Perhaps the “international community” simply wanted to let an armed horde settle the problem of the “uppity Igbo.” But long before the Rwandan genocide, a great wave of genocidal killings of the Igbo had taken place. The failure of the world community, led particularly by the great western powers in deference to Great Britain, the erstwhile colonial power and the United States, its ally, and in a policy of appeasement to the wider Muslim lobby led by Saudi Arabia whose connections to the Northern Nigerian Islamic community is through an old Ottoman link, to call the act by its proper name, genocide, foreclosed any consequence against the perpetrators of this act.

But the situation eventually blossomed to one of Africa’s most brutal conflicts following the secession of the Easterners when they felt the nation was no longer able to protect its citizens, thus declaring their own Republic of Biafra, resulting in the brutal civil war in which about three million died in the former Biafran enclave, mostly starved to death as a result of war policy. No one was forced to pay for these deaths. This has created a situation of impunity because no one was made to face the laws in these circumstances.

But to this day, contemporary reporters and analysts of the Nigerian crisis continually fail to connect the cyclic violence that erupts in Nigeria to a history of unpunished crimes most times financed and led by some of the most powerful figures of the community who seize the state and stay above the law. The law indeed is blind in Nigeria. Impunity pays. This cycle of violence and ethnic cleansing starting in 1945 in Jos, 1953 in Kano, in 1966, in 1978, down to the Akaluka beheading in Kano are the ancestral spirits of what has now become the Jos massacre of Christians by so-called Fulani Moslem pastoralists.

It follows the same pattern of unpunished crimes. These killings are also at the contradictory nexus of the nationality question; the indigene/settler conundrum. It is the conundrum which the Igbo have long exemplified in the Nigerian unconscious. They have been killed for daring to settle the nation called Nigeria. The perpetrators and financiers of these crimes understood that in Nigeria the crime of killing pays.
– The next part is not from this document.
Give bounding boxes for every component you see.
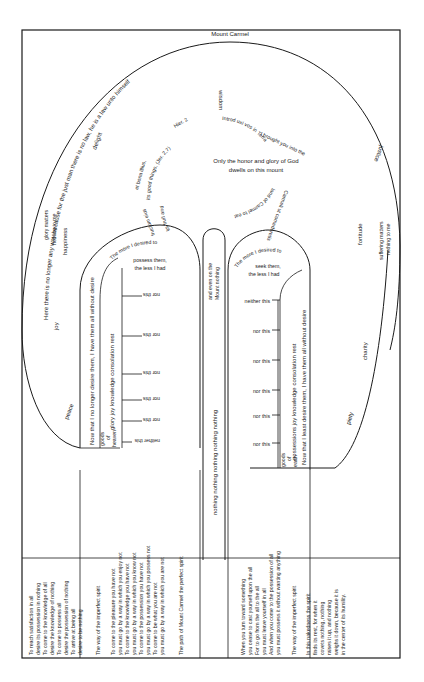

Oh yes, no one of significance has paid for killing. On the other hand people have been handsomely rewarded for acts of “heroic” murder. So, then, fast-forward to the year 2010, and that young captain who supervised the murder of his commander-in-chief, in a successful military operation also called a coup, becomes on that single account alone, a successful soldier.
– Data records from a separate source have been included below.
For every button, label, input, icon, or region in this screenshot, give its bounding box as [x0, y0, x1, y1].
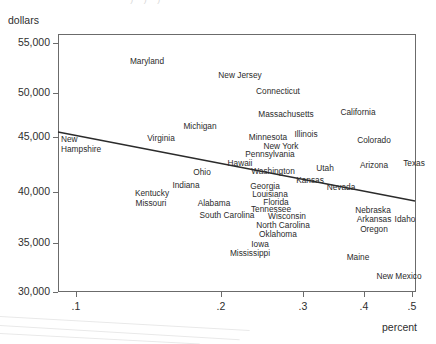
- y-axis-tick-label: 40,000: [0, 185, 50, 197]
- x-axis-tick: [303, 292, 304, 297]
- y-axis-tick-label: 30,000: [0, 285, 50, 297]
- x-axis-tick-label: .1: [72, 300, 81, 312]
- y-axis-title: dollars: [8, 14, 39, 26]
- clipped-header-artifact: ' ) ) ): [118, 0, 164, 4]
- x-axis-tick: [221, 292, 222, 297]
- y-axis-tick-label: 35,000: [0, 236, 50, 248]
- x-axis-tick-label: .4: [360, 300, 369, 312]
- y-axis-tick-label: 45,000: [0, 130, 50, 142]
- regression-line-segment: [58, 132, 415, 201]
- x-axis-tick-label: .2: [217, 300, 226, 312]
- x-axis-tick: [76, 292, 77, 297]
- x-axis-tick: [412, 292, 413, 297]
- y-axis-tick: [53, 292, 58, 293]
- x-axis-tick-label: .5: [408, 300, 417, 312]
- y-axis-tick-label: 55,000: [0, 36, 50, 48]
- regression-line: [58, 34, 416, 292]
- y-axis-tick-label: 50,000: [0, 86, 50, 98]
- x-axis-title: percent: [382, 321, 417, 333]
- x-axis-tick: [364, 292, 365, 297]
- x-axis-tick-label: .3: [299, 300, 308, 312]
- scan-streak: [0, 316, 250, 331]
He became a General before he turned forty and became Chief of the Nigerian Military. He has been lionized, and feted, and he even had a biography commissioned and farmed out to a hagiographer to tell a great heroic fib. He continues to be feted for supervising the liquidation of his commander-in-chief. His reward for that act led the nation to a civil war. And the terrible music plays on because in Nigeria the harsh law is only meted against the powerless. So will it be in this case of the massacres in Jos: there will be no justice.